Senate debates

Monday, 3 November 2025

Bills

Fair Work Amendment (Baby Priya's) Bill 2025; Second Reading

11:01 am

Photo of Susan McDonaldSusan McDonald (Queensland, National Party, Shadow Minister for Resources and Northern Australia) Share this | Hansard source

I rise to speak to the Fair Work Amendment (Baby Priya's) Bill 2025 with incredibly mixed emotions. I thank those other members of the Senate who have spoken on this with great care. As somebody who has also lost a child, the idea of not recognising, in any way, the pain and difficult times that a family goes through then is abhorrent.

This legislation is being guillotined, and I can't let that go past because this is not just about the tragic circumstances of losing a child for a family. There are more issues to be examined. We had a very comprehensive speech this morning from Senator Canavan, and I thought he did a terrific job in that regard. I want to raise another issue, though. Small businesses across Australia are under incredible pressure. When the minister spoke to this legislation earlier this morning, she made the point that this is not about there being a definition around stillbirth or losing a child during maternity leave; it is about fair work. And this is the bit that I think we've not had the opportunity to examine.

In this country, around 10 weeks of leave is provided by small businesses to their employees. Small businesses have that relationship with their employees. Their employees are an incredibly important part of that broader small-business family. Yet, with the guillotining of this legislation, with the lopsided discussion, there is no ability for the employer groups to be a part of this discussion. They are removing the ability for the employer and the employee to have this relationship that I have enjoyed as an employee over many years. In fact, during the sad time that I referred to at the beginning, my employer was extraordinary. But we will remove that. We will once again move to legislate every part of our lives. I don't think this helps to provide respect to that relationship or to allow a robust and successful relationship. Imagine if we start legislating for what can happen in a marriage or in other sorts of relationships in our society. I think this legislation, whilst incredibly worthy at its heart, is not dissimilar to the domestic violence leave legislation that we passed last year. We have removed a societal cost to a small business cost. There are those on the other side who talked about the price of this being small. Well, if you're a small business with only a small number of employees, the price that you pay for providing all of these benefits that we desire under our modern society is significant. In the AFP, I understand, the leave entitlements are something like 14 weeks a year. Small business, as I said, is 10. These are genuine costs for people who are doing it incredibly tough at the moment. The inability for those people to be able to have a relationship and a discussion with their employees seems incredibly heavy handed.

There will be those who think that I'm missing the point of this legislation, and I acknowledge that. I understand what it's trying to achieve. I certainly sympathise to the bottom of my heart with Baby Priya's family. The sadness must seem at times to have no limit. But I do caution that when we guillotine legislation like this, without allowing everybody to have a say, without proper debate and discussion, we deny real people in our society who should be involved in this. Senator Canavan made the point this morning that we undermine the trust and the respect and the responsibility that is given to this parliament and this Senate. I think the guillotining of legislation, particularly important legislation, is unparliamentary. It's undemocratic. Australians expect better and more. The more difficult the topic, the more important it is that all Australians get to have a say. We cannot be righteous and say, 'This is the only way,' in this regard. That is what healthy democracy is about.

So I rise to represent the other half of this relationship, being the employer groups—the employers who have for so long been able to make generous and appropriate arrangements with employees who have all sorts of different requirements. Will we move next to legislating for greater leave if one of your parents dies? What about a sibling? I think that's currently three days. Where are we going to start requiring that employers should take on the financial responsibility? If the government believes that this is important legislation, did the government consider that the government would pay for it? Of course they didn't, because this is a government that will always shift the cost to small business—the very group that, at the moment, is going into liquidation, administration and closure faster than at any point in our history. I think we should care about that.

I think this is an incredibly important group of people. They provide the apprenticeships to our young people. They provide the opportunity for school attendees to work part time in their businesses. They give a go to people who would not fit into a bigger corporate structure. Particularly in the places where I am from in regional and rural Australia, it is small businesses that turn up and continue providing services, often at cost to themselves. They don't pay themselves. They instead pay their employees, their workforce, their suppliers and all the government fees and charges that continue to grow.

The point that I seek to make is that guillotining this legislation is bad for Australia. It's bad for our democracy. It's bad for the standing that this parliament has in the minds of those people that we come here seeking to represent. It is bad for a sector of our community and our economy because, as we seek to make good a harm, we have not had any ability to look at what that price is. I don't think that's fair. I think it really diminishes the government in my eyes, but, worse, I come here to represent people who provide jobs to thousands, hundreds of thousands, millions of Australians, and their voice has been completely lost and disregarded in this. I don't think that's right.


(Problem to work on)
From the listing below, copy every line with the word "adult".

(Data in this exercise)
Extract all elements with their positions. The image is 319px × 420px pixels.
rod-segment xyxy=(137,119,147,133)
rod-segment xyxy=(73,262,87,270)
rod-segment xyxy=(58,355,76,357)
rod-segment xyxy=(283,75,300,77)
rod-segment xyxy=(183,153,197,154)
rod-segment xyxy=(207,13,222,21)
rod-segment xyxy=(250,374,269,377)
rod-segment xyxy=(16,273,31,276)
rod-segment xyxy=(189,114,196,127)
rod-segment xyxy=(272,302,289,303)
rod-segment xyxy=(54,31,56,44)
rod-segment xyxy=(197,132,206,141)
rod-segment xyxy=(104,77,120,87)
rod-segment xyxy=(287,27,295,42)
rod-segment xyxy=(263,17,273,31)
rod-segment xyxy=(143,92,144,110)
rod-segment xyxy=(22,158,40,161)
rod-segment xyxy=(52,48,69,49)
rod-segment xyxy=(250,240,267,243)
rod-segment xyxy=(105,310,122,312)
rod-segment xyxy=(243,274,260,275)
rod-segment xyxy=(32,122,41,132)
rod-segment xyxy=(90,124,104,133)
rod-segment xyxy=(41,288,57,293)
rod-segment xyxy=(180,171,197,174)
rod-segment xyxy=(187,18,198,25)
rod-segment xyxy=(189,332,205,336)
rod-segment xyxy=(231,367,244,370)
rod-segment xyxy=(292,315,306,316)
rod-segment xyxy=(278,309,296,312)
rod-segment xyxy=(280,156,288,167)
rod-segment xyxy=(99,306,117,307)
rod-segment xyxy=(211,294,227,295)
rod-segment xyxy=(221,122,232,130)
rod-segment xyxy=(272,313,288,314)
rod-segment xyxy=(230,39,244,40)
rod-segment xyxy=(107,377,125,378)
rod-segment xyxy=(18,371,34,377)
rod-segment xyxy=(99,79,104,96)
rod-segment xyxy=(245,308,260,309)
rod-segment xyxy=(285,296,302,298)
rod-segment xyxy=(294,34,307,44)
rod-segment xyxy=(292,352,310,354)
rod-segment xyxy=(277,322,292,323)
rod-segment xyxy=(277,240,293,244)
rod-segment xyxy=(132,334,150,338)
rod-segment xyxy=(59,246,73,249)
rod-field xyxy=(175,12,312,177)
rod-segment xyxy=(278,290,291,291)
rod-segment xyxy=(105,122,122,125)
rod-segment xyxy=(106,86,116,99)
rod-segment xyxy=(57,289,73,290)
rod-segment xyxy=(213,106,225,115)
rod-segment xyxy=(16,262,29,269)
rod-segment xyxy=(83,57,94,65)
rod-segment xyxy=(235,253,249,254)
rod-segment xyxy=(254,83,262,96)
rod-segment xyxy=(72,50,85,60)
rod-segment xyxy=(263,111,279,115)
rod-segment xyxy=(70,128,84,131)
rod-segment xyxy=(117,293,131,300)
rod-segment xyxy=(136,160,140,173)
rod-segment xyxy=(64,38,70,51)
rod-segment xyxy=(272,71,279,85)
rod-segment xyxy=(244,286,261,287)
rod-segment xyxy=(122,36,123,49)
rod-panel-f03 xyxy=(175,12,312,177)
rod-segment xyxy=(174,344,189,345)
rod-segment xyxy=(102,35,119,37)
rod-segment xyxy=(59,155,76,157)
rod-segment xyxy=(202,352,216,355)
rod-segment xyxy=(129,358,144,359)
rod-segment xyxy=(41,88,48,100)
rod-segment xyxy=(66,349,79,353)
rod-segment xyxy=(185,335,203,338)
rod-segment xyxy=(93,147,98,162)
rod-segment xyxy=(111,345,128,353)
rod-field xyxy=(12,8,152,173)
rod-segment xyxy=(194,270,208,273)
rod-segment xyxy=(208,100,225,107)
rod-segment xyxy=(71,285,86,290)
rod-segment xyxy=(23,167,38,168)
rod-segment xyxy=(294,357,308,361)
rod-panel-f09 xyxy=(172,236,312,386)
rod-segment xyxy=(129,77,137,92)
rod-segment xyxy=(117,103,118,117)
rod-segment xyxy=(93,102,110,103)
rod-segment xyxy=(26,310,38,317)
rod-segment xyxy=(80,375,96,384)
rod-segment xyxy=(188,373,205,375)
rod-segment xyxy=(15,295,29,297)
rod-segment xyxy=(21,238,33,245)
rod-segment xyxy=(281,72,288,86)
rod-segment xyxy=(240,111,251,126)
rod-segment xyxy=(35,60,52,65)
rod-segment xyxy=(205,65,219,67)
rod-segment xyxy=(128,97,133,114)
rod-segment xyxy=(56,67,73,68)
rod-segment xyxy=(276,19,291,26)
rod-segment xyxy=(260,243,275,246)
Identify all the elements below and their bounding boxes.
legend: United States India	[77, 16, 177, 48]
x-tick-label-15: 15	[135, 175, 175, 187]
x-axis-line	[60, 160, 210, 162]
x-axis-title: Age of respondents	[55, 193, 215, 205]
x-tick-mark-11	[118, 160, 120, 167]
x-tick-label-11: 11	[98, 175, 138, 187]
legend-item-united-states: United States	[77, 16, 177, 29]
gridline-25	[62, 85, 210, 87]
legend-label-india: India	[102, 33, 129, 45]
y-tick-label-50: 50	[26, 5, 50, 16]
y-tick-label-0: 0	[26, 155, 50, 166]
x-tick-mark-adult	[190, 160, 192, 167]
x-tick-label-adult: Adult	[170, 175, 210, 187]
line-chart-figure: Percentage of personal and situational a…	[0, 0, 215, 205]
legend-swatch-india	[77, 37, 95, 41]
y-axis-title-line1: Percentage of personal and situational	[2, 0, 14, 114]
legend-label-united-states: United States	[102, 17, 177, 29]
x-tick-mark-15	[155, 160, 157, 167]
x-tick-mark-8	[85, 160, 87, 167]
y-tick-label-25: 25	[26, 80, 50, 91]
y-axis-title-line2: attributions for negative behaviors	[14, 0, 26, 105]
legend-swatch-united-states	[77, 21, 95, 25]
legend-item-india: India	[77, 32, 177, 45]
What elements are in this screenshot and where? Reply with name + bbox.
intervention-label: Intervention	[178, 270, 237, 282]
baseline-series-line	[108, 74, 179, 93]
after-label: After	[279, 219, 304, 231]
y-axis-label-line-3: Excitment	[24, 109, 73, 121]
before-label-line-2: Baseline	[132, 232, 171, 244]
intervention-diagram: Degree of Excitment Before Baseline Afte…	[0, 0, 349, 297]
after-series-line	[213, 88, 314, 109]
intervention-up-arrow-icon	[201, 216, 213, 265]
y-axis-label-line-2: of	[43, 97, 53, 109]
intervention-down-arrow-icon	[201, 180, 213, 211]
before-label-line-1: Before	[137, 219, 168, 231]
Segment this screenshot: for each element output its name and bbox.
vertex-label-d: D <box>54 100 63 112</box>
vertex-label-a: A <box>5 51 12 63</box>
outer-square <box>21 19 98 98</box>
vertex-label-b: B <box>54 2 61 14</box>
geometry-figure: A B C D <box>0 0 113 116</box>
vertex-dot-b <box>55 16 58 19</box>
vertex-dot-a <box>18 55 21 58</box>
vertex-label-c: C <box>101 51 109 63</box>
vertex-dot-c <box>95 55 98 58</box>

(Solution for this problem)
x-tick-mark-adult	[190, 160, 192, 167]
x-tick-label-adult: Adult	[170, 175, 210, 187]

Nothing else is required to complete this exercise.